It is a natural tendency for us to cling to hope and assume that things will not be as bad as projections tell us. Obviously I’m taking about Climate Change, but this applies in many contexts – health, economic, etc…We humans are at heart emotional and so as we strive to make sensible decisions, but they do need to be based upon a solid objective foundation and not wishful thinking.
There is a new study that is now available within Science Advances entitled “Slow climate mode reconciles historical and model-based estimates of climate sensitivity” that has managed to clear up something that was rather confusing. The models suggested a doubling of CO2 would lead to a warming of 2° to 4.5°C … but the historical data tended to suggest that the range would actually be range from 1.5° to 3°C.
Great, so things will not be as bad as the models suggest and we can be a bit more optimistic … right?
Well hold on, we need to explain this discrepancy before we can leap to that conclusion. It would of course be natural to assume that the models are probably wrong, but in what way exactly, and why.
There is now a new study that clears all this up and it is not good news for us at all. The problem is that the models are not too pessimistic, and may in reality be too optimistic. The core of the issue that the the way the historical data was being handled was the problem.
Climate Sensitivity
The paper uses terms such as “climate sensitivity”. In order to grasp what the study is telling us we first need to understand this term.
- CO2 is a greenhouse gas
- We emit CO2 and so the term “climate sensitivity” describes the measure of how the global climate responds to a doubling of atmospheric CO2 concentration.
The IPCC identified a range for “climate sensitivity” would be 2° to 4.5°C. However, looking back over historical data it appeared to range from 1.5° to 3°C, so this worst case scenario of 3°C was clearly not as dire as the 4.5°C that the various models were coming out with.
back to our key question – Why are these different?
What this study now reveals is that the 3°C response is wrong.
The problem was that there is both a short term response as well as a longer term response to the increase in CO2, and the longer term response (ocean heating) was not being considered when measuring climate sensitivity …
“The structure of historical forcing is thus strongly biased toward sampling the faster modes of response”
Bottom line: Yikes!
Observations and Author Quotes
Damian Carrington, the Guardian’s Environment editor, writes about this and so he has a few soundbites that yield further insights on it …
“The hope was that climate sensitivity was lower and the Earth is not going to warm as much,” said Cristian Proistosescu, at Harvard University in the US, who led the new research. “There was this wave of optimism.”
The new research, published in the journal Science Advances, has ended that. “The worrisome part is that all the models show there is an amplification of the amount of warming in the future,” he said. The situation might be even worse, as Proistosescu’s work shows climate sensitivity could be as high as 6C.
… and …
Prof Bill Collins, at the University of Reading, UK, and not part of the new research, said: “Some have suggested that we might be lucky and avoid dangerous climate change without taking determined action if the climate is not very sensitive to CO2 emissions. This work provides new evidence that that chance is remote.” He said greater long term warming had implications for melting of the world’s ice sheets and the rise of sea levels that already threatens many coastal cities.
Additionally …
The world may already be seeing the increasing rises in temperature, said Prof Piers Forster at the University of Leeds, UK: “It may already be happening – the rapid increase in temperatures since 2014 could be partly due to the eastern Pacific catching up.”
Links
The story is also written up within the Washington Post …
The research indicates that the models and the historical record are not so different after all, and that there are certain large-scale climate feedback processes still unfolding.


TASK GOAL:
Return all lines in the data where the string "dots" can be found.

[Dataset entries]
————————
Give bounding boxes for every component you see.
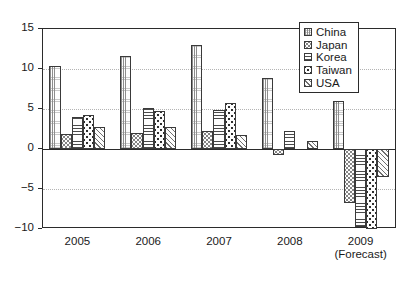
- bar-japan-2009: [344, 149, 355, 203]
- legend-item-taiwan: Taiwan: [304, 64, 352, 77]
- bar-china-2009: [333, 101, 344, 149]
- bar-korea-2008: [284, 131, 295, 149]
- bar-taiwan-2007: [225, 103, 236, 149]
- legend-swatch-coarse-dots-icon: [304, 66, 312, 74]
- legend-item-usa: USA: [304, 76, 352, 89]
- legend-swatch-diagonal-lines-icon: [304, 79, 312, 87]
- bar-korea-2009: [355, 149, 366, 227]
- legend-label: Taiwan: [316, 64, 352, 76]
- bar-japan-2007: [202, 131, 213, 149]
- y-axis-tick-label: 15: [0, 22, 34, 33]
- bar-china-2007: [191, 45, 202, 149]
- bar-china-2005: [49, 66, 60, 149]
- bar-japan-2006: [131, 133, 142, 149]
- legend-swatch-fine-stipple-dots-icon: [304, 41, 312, 49]
- bar-taiwan-2006: [154, 111, 165, 149]
- zero-axis-line: [43, 149, 395, 150]
- bar-china-2008: [262, 78, 273, 149]
- legend-label: Japan: [316, 39, 347, 51]
- y-axis-tick-label: 10: [0, 62, 34, 73]
- bar-chart: 151050−5−10 20052006200720082009(Forecas…: [0, 0, 414, 282]
- bar-korea-2005: [72, 117, 83, 149]
- bar-japan-2008: [273, 149, 284, 155]
- x-axis-tick-label: 2009: [348, 235, 374, 247]
- x-axis-tick-label: 2006: [135, 235, 161, 247]
- x-axis-sublabel: (Forecast): [316, 248, 406, 261]
- legend-label: USA: [316, 77, 340, 89]
- bar-usa-2007: [236, 135, 247, 149]
- legend-label: Korea: [316, 51, 347, 63]
- legend-item-japan: Japan: [304, 39, 352, 52]
- legend: ChinaJapanKoreaTaiwanUSA: [299, 22, 359, 93]
- legend-item-korea: Korea: [304, 51, 352, 64]
- x-axis-tick-label: 2007: [206, 235, 232, 247]
- legend-label: China: [316, 26, 346, 38]
- y-axis-tick-mark: [38, 228, 42, 229]
- x-axis-group-label: 2009(Forecast): [316, 235, 406, 261]
- bar-china-2006: [120, 56, 131, 149]
- x-axis-tick-label: 2005: [65, 235, 91, 247]
- bar-taiwan-2009: [366, 149, 377, 229]
- bar-korea-2007: [213, 110, 224, 149]
- bar-usa-2008: [307, 141, 318, 149]
- x-axis-tick-label: 2008: [277, 235, 303, 247]
- legend-item-china: China: [304, 26, 352, 39]
- bar-usa-2005: [94, 127, 105, 149]
- bar-usa-2006: [165, 127, 176, 149]
- bar-korea-2006: [143, 108, 154, 149]
- legend-swatch-vertical-dotted-lines-icon: [304, 28, 312, 36]
- legend-swatch-horizontal-lines-icon: [304, 53, 312, 61]
- y-axis-tick-label: −10: [0, 222, 34, 233]
- bar-taiwan-2005: [83, 115, 94, 149]
- gridline: [43, 189, 395, 190]
- y-axis-tick-label: 0: [0, 142, 34, 153]
- y-axis-tick-label: 5: [0, 102, 34, 113]
- y-axis-tick-label: −5: [0, 182, 34, 193]
- bar-japan-2005: [61, 134, 72, 149]
- bar-usa-2009: [377, 149, 388, 177]
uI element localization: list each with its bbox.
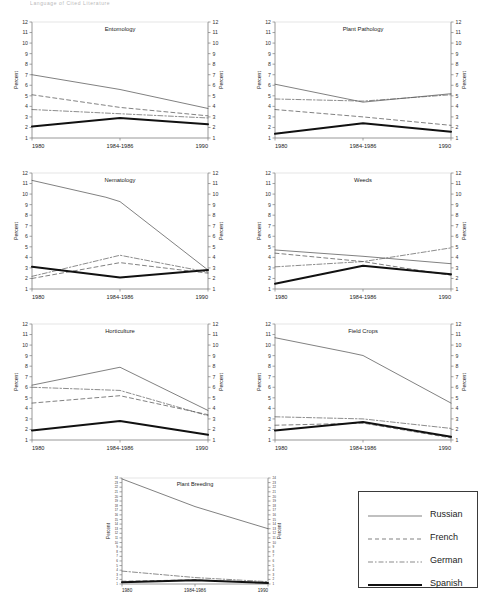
svg-text:6: 6 xyxy=(25,384,28,390)
svg-text:6: 6 xyxy=(268,384,271,390)
svg-text:11: 11 xyxy=(456,331,461,337)
svg-text:Field Crops: Field Crops xyxy=(348,328,378,334)
svg-text:Percent: Percent xyxy=(461,71,467,89)
svg-text:9: 9 xyxy=(213,202,216,208)
svg-text:8: 8 xyxy=(273,550,275,554)
svg-text:11: 11 xyxy=(266,180,271,186)
svg-text:Plant Pathology: Plant Pathology xyxy=(343,26,384,32)
series-line-spanish xyxy=(275,123,451,134)
svg-text:1: 1 xyxy=(213,135,216,141)
svg-text:4: 4 xyxy=(213,103,216,109)
svg-text:6: 6 xyxy=(213,233,216,239)
svg-text:Percent: Percent xyxy=(461,373,467,391)
svg-text:7: 7 xyxy=(456,374,459,380)
svg-text:10: 10 xyxy=(265,40,271,46)
svg-text:2: 2 xyxy=(268,275,271,281)
svg-text:3: 3 xyxy=(213,114,216,120)
svg-text:12: 12 xyxy=(115,531,119,535)
svg-text:2: 2 xyxy=(456,426,459,432)
svg-text:20: 20 xyxy=(273,495,277,499)
svg-text:5: 5 xyxy=(25,395,28,401)
svg-text:1: 1 xyxy=(213,437,216,443)
svg-text:7: 7 xyxy=(456,72,459,78)
svg-text:Entomology: Entomology xyxy=(105,26,136,32)
svg-text:8: 8 xyxy=(268,61,271,67)
svg-text:8: 8 xyxy=(268,363,271,369)
svg-text:8: 8 xyxy=(268,212,271,218)
svg-text:5: 5 xyxy=(456,93,459,99)
svg-text:5: 5 xyxy=(456,395,459,401)
svg-text:8: 8 xyxy=(456,212,459,218)
svg-text:9: 9 xyxy=(273,545,275,549)
svg-text:1: 1 xyxy=(456,135,459,141)
svg-text:7: 7 xyxy=(25,374,28,380)
svg-text:9: 9 xyxy=(116,545,118,549)
svg-text:13: 13 xyxy=(115,527,119,531)
svg-text:2: 2 xyxy=(25,275,28,281)
series-line-spanish xyxy=(32,421,208,435)
svg-text:7: 7 xyxy=(268,223,271,229)
svg-text:12: 12 xyxy=(213,321,219,327)
svg-text:24: 24 xyxy=(115,476,119,480)
svg-text:15: 15 xyxy=(273,518,277,522)
series-line-russian xyxy=(275,338,451,403)
svg-text:Nematology: Nematology xyxy=(105,177,136,183)
svg-text:1984-1986: 1984-1986 xyxy=(350,445,377,451)
svg-text:3: 3 xyxy=(116,573,118,577)
series-line-spanish xyxy=(32,267,208,278)
svg-text:1: 1 xyxy=(456,437,459,443)
svg-text:7: 7 xyxy=(268,72,271,78)
svg-text:11: 11 xyxy=(266,331,271,337)
svg-text:10: 10 xyxy=(265,342,271,348)
svg-text:9: 9 xyxy=(25,202,28,208)
svg-text:3: 3 xyxy=(268,265,271,271)
series-line-french xyxy=(32,396,208,415)
svg-text:5: 5 xyxy=(116,564,118,568)
svg-text:7: 7 xyxy=(116,554,118,558)
svg-text:7: 7 xyxy=(456,223,459,229)
svg-text:8: 8 xyxy=(213,212,216,218)
figure-title: Language of Cited Literature xyxy=(30,0,220,7)
svg-text:3: 3 xyxy=(268,114,271,120)
legend-item-french: French xyxy=(359,525,477,548)
legend: RussianFrenchGermanSpanish xyxy=(358,491,478,588)
svg-text:14: 14 xyxy=(115,522,119,526)
svg-text:20: 20 xyxy=(115,495,119,499)
svg-text:2: 2 xyxy=(456,124,459,130)
svg-text:9: 9 xyxy=(456,353,459,359)
svg-text:6: 6 xyxy=(116,559,118,563)
svg-text:4: 4 xyxy=(273,568,275,572)
series-line-russian xyxy=(32,180,208,270)
svg-text:7: 7 xyxy=(213,223,216,229)
series-line-german xyxy=(275,248,451,267)
svg-text:4: 4 xyxy=(456,103,459,109)
svg-text:8: 8 xyxy=(25,363,28,369)
svg-text:5: 5 xyxy=(268,395,271,401)
svg-text:11: 11 xyxy=(23,180,28,186)
svg-text:6: 6 xyxy=(25,233,28,239)
svg-text:3: 3 xyxy=(25,114,28,120)
svg-text:4: 4 xyxy=(213,254,216,260)
svg-text:19: 19 xyxy=(115,499,119,503)
svg-text:10: 10 xyxy=(22,342,28,348)
svg-text:2: 2 xyxy=(268,124,271,130)
svg-text:Percent: Percent xyxy=(218,71,224,89)
svg-text:9: 9 xyxy=(268,353,271,359)
svg-text:4: 4 xyxy=(25,254,28,260)
svg-text:1: 1 xyxy=(116,582,118,586)
svg-text:Horticulture: Horticulture xyxy=(105,328,135,334)
svg-text:8: 8 xyxy=(25,212,28,218)
legend-item-german: German xyxy=(359,548,477,571)
svg-text:1984-1986: 1984-1986 xyxy=(107,445,134,451)
svg-text:3: 3 xyxy=(268,416,271,422)
svg-text:3: 3 xyxy=(273,573,275,577)
svg-text:Percent: Percent xyxy=(218,222,224,240)
legend-swatch-solid-thin-icon xyxy=(367,508,423,520)
series-line-german xyxy=(32,387,208,415)
series-line-russian xyxy=(32,367,208,410)
svg-text:9: 9 xyxy=(213,51,216,57)
svg-text:7: 7 xyxy=(213,72,216,78)
svg-text:2: 2 xyxy=(213,275,216,281)
svg-text:1990: 1990 xyxy=(258,588,269,593)
series-line-spanish xyxy=(275,422,451,437)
————————
EXPECTED OUTPUT:
- legend-swatch-coarse-dots-icon: [304, 66, 312, 74]
- legend-swatch-fine-stipple-dots-icon: [304, 41, 312, 49]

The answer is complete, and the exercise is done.